Full integration guide: stl-table.vercel.app/docs
1. Install Dependencies
npm install structured-table
npm install structured-table-cliAdd the React renderer to your project (replace react with vue for Vue projects):
npx stl-cli add react2. Render in Portable Text
The plugin stores two fields in Sanity for each table block:
| Field | Type | Purpose |
|-------|------|---------|
| stlString | string | Raw STL source written by the editor |
| stlParsed | string (JSON) | Pre-parsed SanityTable object — use JSON.parse() to consume |
| caption | string | Optional table caption |
Recommended pattern — use stlParsed when available (no re-parsing), fall back to STL.parse(stlString) for older documents:
import * as STLReact from './components/react' // Path to your generated components
import { STL, SanityTable } from 'structured-table'
const myPortableTextComponents = {
types: {
stlTableBlock: ({ value }: {
value: {
_key: string;
_type: string;
stlString?: string;
stlParsed?: string; // JSON.stringify(SanityTable) — use JSON.parse() to consume
caption?: string;
}
}) => {
// Fast path: use pre-parsed JSON snapshot; fall back to parsing stlString
let tableData: SanityTable | null = null;
try {
if (value.stlParsed) {
tableData = JSON.parse(value.stlParsed) as SanityTable;
} else if (value.stlString) {
tableData = STL.parse(value.stlString);
}
} catch {
return null;
}
if (!tableData) return null;
// Override caption if set in Sanity
if (value.caption) {
tableData.caption = value.caption;
}
return <STLReact.Table data={tableData} className='border' />
}
}
}
// Usage in your PortableText component
// <PortableText value={data.body} components={myPortableTextComponents} />
stlParsedis available on documents saved with plugin version > 0.3.0. For older documents it will beundefined, and the fallbackSTL.parse(stlString)handles them transparently.
🛠 How it Works
- Dual Storage: When an editor types STL, the plugin stores the raw string in
stlStringand simultaneously stores a pre-parsed JSON snapshot instlParsed. This means your frontend never needs to run the parser at request time. - Input Component: The custom
TableInputinterface lets editors write STL directly, with a live preview updating in real time. Caption is managed inline as a separate text field. - Migration Layer: The input reads
stlParsedfirst (fast path). If absent (older documents), it falls back toSTL.parse(stlString). No manual migration is required. - Preview: Inside the Studio, a
TablePreviewcomponent renders the table so editors see exactly what it will look like without leaving the CMS. - Frontend Rendering: On your frontend, consume
stlParseddirectly withJSON.parse(). This avoids the parsing step entirely and works with SSR.
💡 What is it used for?
Standard Sanity tables are great for simple key-value pairs or basic grids. However, they often struggle with:
- Merged Cells: Row spans and column spans.

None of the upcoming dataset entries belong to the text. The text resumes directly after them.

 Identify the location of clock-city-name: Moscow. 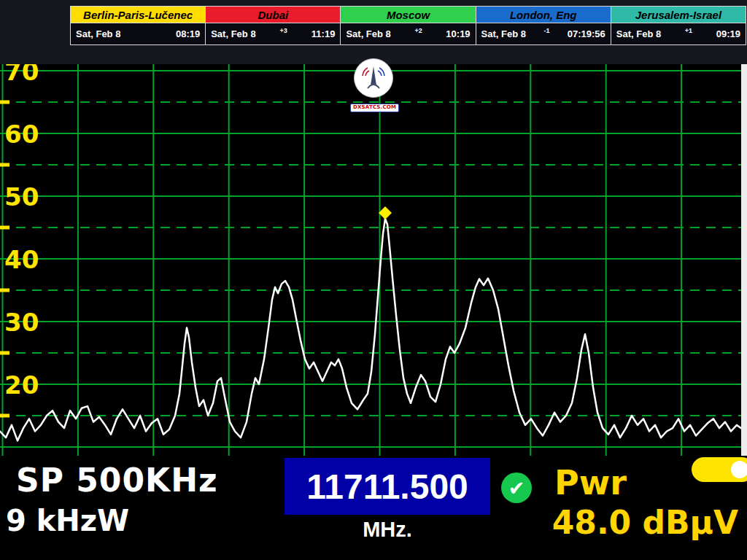
(408, 15).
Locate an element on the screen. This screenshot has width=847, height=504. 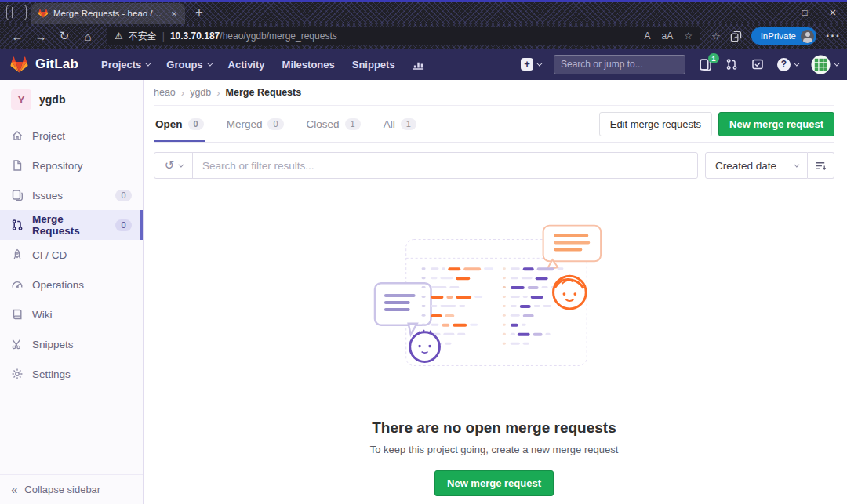
url-path: /heao/ygdb/merge_requests is located at coordinates (278, 36).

- Complex Headers: Multi-level headers, column headers, or non-standard grid layouts.
- Rich Styling: Specific alignment, button cells, or complex formatting.
Sanity Plugin Structured Table solves this by leveraging STL, letting you define table structures as flexibly as HTML tables but with a syntax designed for data entry and maintainability.
For the full STL syntax reference and more integration examples, visit stl-table.vercel.app/docs.